Seven times in their nine postseason road games the Rangers scored first -- they're 9-0 when scoring first this October -- including putting a three-spot on the board in the top of the first inning in Game 7 of the Championship Series against the Houston Astros. In six of their nine road games, Texas had the lead after three innings, and in all nine road games they had the lead after four innings.

The offense has fired on all cylinders just about the entire postseason, though getting out to those fast starts on the road is a bit easier when you have Seager (.298/.444/.649 this postseason) hitting second and then Evan Carter (.333/.425/.549) and Adolis García (.323/.382/.726) batting third and fourth in either order. Those three are instant offense in the top of the first inning.

2. Eovaldi and Montgomery have been excellent

It's helped that Nathan Eovaldi and Jordan Montgomery have six starts and one relief appearance in the nine road games. Eovaldi has proven himself to be one of the best postseason pitchers of this generation and really of all-time. He owns a career 3.30 ERA in 73 2/3 postseason innings and that includes his rough World Series Game 1 start at Globe Life Field (five runs in 4 2/3 innings).
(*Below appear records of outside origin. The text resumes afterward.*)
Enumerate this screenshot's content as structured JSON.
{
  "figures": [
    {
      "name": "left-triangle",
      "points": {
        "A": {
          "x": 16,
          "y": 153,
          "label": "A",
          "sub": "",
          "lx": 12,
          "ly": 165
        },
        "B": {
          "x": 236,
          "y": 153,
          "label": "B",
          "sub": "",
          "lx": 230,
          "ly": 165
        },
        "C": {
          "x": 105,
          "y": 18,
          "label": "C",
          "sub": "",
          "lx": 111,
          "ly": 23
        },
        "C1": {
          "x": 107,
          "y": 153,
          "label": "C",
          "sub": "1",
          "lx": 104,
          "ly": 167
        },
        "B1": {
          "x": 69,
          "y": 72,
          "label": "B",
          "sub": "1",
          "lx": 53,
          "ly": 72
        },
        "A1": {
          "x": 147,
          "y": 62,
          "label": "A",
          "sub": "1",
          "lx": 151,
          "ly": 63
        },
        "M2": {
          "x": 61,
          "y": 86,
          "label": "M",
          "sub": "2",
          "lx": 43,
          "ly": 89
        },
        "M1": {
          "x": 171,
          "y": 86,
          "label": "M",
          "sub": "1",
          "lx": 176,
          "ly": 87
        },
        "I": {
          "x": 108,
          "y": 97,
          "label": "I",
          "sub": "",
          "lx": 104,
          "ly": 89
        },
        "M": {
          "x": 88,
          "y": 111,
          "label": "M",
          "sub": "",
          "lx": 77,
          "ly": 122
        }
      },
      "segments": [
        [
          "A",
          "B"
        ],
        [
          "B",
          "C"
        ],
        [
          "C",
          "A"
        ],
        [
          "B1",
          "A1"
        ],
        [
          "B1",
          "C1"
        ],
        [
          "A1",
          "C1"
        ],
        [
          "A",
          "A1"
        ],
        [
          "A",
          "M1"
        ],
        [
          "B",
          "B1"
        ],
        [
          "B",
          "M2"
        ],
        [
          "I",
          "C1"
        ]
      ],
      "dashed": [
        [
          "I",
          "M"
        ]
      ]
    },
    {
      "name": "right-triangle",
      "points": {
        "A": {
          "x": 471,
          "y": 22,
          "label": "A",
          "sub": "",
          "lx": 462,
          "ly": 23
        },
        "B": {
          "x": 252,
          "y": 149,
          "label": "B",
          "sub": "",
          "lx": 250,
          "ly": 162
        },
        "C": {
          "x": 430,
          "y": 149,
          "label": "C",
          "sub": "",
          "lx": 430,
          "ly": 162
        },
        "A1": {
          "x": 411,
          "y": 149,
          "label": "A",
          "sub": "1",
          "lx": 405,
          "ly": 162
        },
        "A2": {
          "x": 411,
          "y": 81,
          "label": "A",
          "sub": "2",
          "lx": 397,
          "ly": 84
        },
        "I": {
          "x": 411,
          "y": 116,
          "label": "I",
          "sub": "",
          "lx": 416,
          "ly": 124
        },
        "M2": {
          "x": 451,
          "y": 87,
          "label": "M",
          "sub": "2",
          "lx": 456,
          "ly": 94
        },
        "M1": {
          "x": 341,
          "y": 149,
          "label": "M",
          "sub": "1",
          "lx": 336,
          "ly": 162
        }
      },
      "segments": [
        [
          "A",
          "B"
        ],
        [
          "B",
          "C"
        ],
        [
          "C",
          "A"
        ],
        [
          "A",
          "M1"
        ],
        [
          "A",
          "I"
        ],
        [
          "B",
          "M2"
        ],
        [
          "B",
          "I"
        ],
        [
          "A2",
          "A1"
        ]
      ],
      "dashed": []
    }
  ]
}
Montgomery had limited postseason experience prior to 2023, though he pitched in many hostile and high-pressure environments during his time in the AL East with the Yankees. He was as prepared for road postseason games as much as anyone with 6 2/3 career postseason innings coming into the season could be. Eovaldi and Montgomery have a combined 2.33 ERA in 38 1/3 innings on the road this October.

3. A few things have gone their way

In the ALCS, the Rangers became the second team ever to win four road games in a single postseason series, joining those 2019 Nationals, who also did it against the Astros. The Astros, incredibly, went only 39-42 at Minute Maid Park during the regular season, including 7-22 in their final 29 home games. Even after changing the batter's eye, the Astros could not hit or win at their home ballpark.

This postseason the Rangers got matched up with a Tampa Bay Rays team without its ace (Shane McClanahan) in the Wild Card Series, a Baltimore Orioles team that gave the ball to two young pitchers making their postseason debut (Kyle Bradish and Grayson Rodriguez) in Games 1 and 2 of the Division Series at Camden Yards, and an Astros team that couldn't win at home in the ALCS.

This is not to take anything away from Texas. You can only play the schedule and opponents you're given and no team in baseball history has won as much on the road in the postseason as the Rangers this year. Every team needs a few breaks along the way to win a pennant though, and the Rangers got a few with their matchups this year. Credit to them for capitalizing.